Words matter. These are the best Nicolas Roeg Quotes, and they’re great for sharing with your friends.
‘Eureka’ was very bad timing. The early 1980s: Reagan and Thatcher were in, greed was good, and here was a film about the richest man in the world who still couldn’t be happy. Politically and sociologically, it was out of step.
Nature repeats itself, but it never starts from the beginning.
Children’s finger-painting came under the arts, but movies didn’t.
Film can be more of a reality than a page with words can ever be.
Don’t you think it’s something strange that you rarely look at yourself in the mirror, except to do things like stand and ponder? I mean, in Shakespeare’s day, it was thought that the mirror would reveal something, that it is trying to tell you something – not just to tidy your hair, but something more.
Oh, some of my films have been attacked with absolute vitriol!
My father was an extraordinary man.
Men and women’s needs and desires overlap but go in different directions as well.
Film remains completely mystical and mysterious to me.
How can you judge one film against another?
I made a film called ‘Bad Timing’ that I thought everybody would respond to. It was about obsessive love and physical obsession. I thought this must touch everyone, from university dons down.
When a book is just a plot, you know, two men fight for the love of a woman in a wild frontier, I immediately ask, ‘Why?’
I’ve been told my movies are difficult to market.
There’s horror in your life, believe me, whether it’s coming, or you’ve just been lucky to miss it today.
I love that perhaps we don’t see the things that are there because we have no yardstick to see things by, to compare them.
I came up the old-fashioned way – tea boy, cutter, focus-puller, cinematographer – but I wasn’t myself old-fashioned.
But in marketing, the familiar is everything, and that is controlled by the studio. That is reaching its apogee now.
When I went to the cinema as a boy, when I saw a war film, I thought the general was the star, and that Cary Grant was an extra. I had no idea about the structure of film, but I loved going to the cinema.
When my sister and I were very young, my father used to tell us fairy stories that he’d made up. My mother was always telling him that he should write them down, but he would say, ‘Well, they’ve all been done before. There are so many blooming books in the world – why should I write another one?’
There’s no one ‘right’ way of making a science fiction movie; there’s no one way of making any kind of movie, really!
Grief is an emotion that’s almost unplayable because you’re in a separate emotional state; it’s an inconsolable emotion.
Too many films today feel formulaic and familiar. I prefer it when the familiar is made to feel strange.
Oscars are won with two or three shots only, because if it’s really beautifully photographed, you don’t really notice it until the astounding moment emphasizes it.
I’ve always admired the tradition of storytellers who sat in the public market and told their stories to gathered crowds. They’d start with a single premise and talk for hours – the notion of one story, ever-changing but never-ending.
People are mistaken to view cinema as some sort of gimmick. It’s very much ingrained in the ways in which we understand each other.
I think the big studios shaped and formed the artists that they put under contract.
I generally try to avoid talking about my old films – I find it difficult.
‘Puffball’ is a love story… no, it’s a life story.
I’ve always loved the future. But I must say the future changes a lot quicker than it used to. An era used to last thirty or forty years – now we’re lucky if it’s five.
There was a village watercolour society and they’d come and paint in my field. I watched them from the window, the way they would struggle this way and that to find the perfect moment. God has made every angle on that beautiful, and I felt that tremendously.
I’ve never tried to enhance my reputation. Never moved upwards from one thing to another. That sort of thing is of no interest to me at all.
I was very glad later when I was directing that I wasn’t in the hands of a cinematographer and hoping that he would do it well. I would know what he was doing, and we could discuss how that scene would look.
I’ve used mirrors in a lot of movies. I think the mirror is an extraordinary thing, also the reflective, a reflection in water, etc.
We all have our beliefs or our agnosticism.
Marketing is a very good thing, but it shouldn’t control everything. It should be the tool, not that which dictates.
Mirrors are the essence of movies.
Our lives are full of all the genres. Fear and hope and sadness.
I like getting up early, but I haven’t got a routine – mainly because I never have a clear idea of what day of the week it is.
Some people are very lucky, and have the story in their heads. I’ve never storyboarded anything. I like the idea of chance. What makes God laugh is people who make plans.
You make the movie through the cinematography – it sounds quite a simple idea, but it was like a huge revelation to me.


Exercise directions:
What's wanted is a faithful retyping of every entry, pictures excluded.

*** The data ***

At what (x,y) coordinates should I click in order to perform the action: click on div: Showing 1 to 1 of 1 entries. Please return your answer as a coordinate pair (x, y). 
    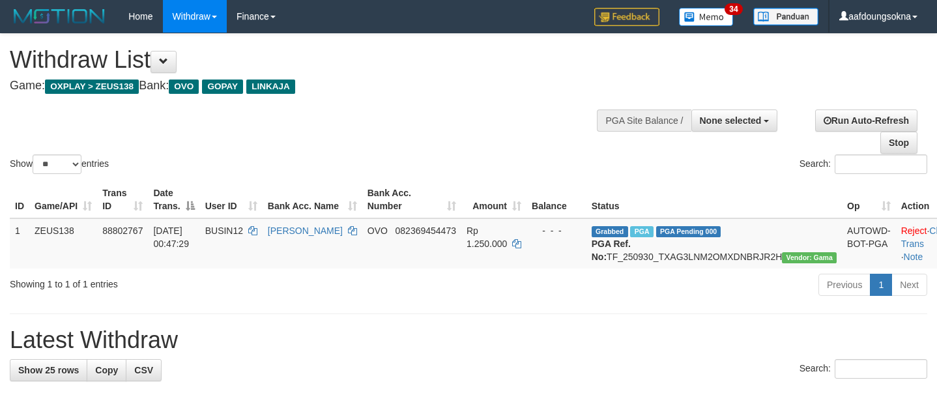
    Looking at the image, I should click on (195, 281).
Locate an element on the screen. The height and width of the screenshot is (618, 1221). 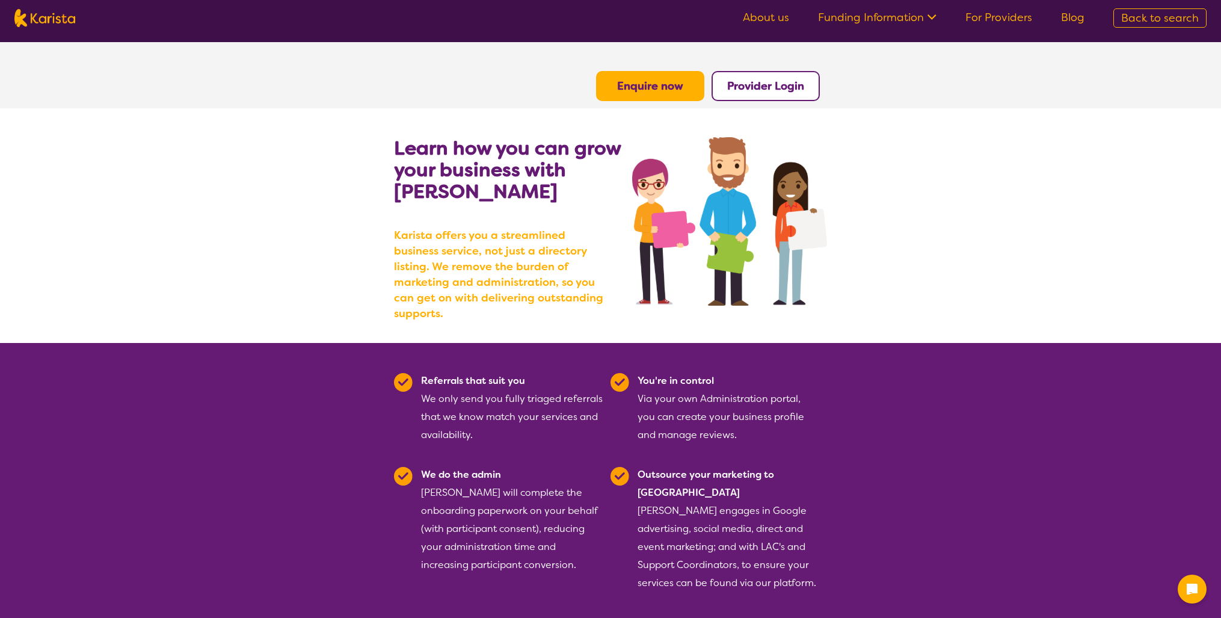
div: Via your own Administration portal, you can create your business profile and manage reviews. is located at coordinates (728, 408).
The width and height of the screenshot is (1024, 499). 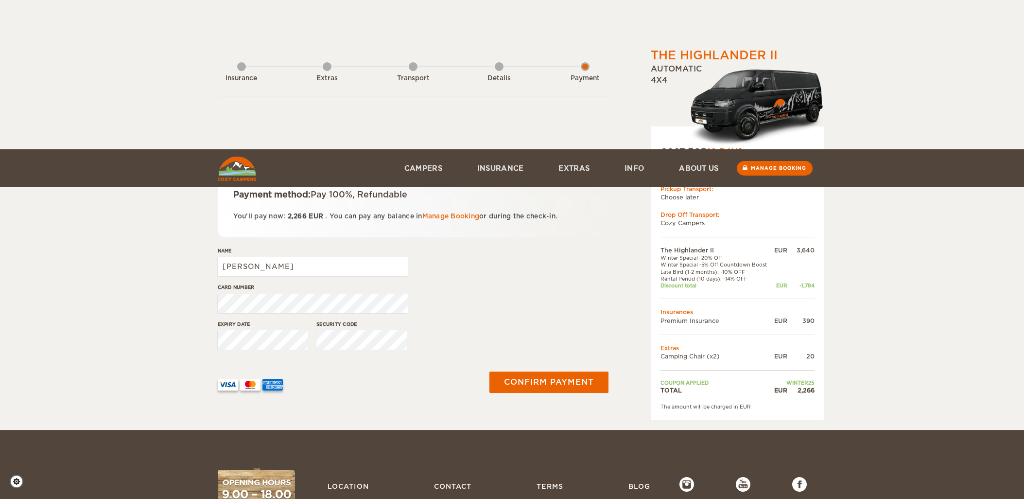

***

Worked solution:
At what (x,y) coordinates should I click in order to perform the action: click on div: Showing 1 to 1 of 1 entries. Please return your answer as a coordinate pair (x, y). 
    Looking at the image, I should click on (195, 281).
Locate an element on the screen. The height and width of the screenshot is (618, 1221). 
div: Via your own Administration portal, you can create your business profile and manage reviews. is located at coordinates (728, 408).
The width and height of the screenshot is (1024, 499). 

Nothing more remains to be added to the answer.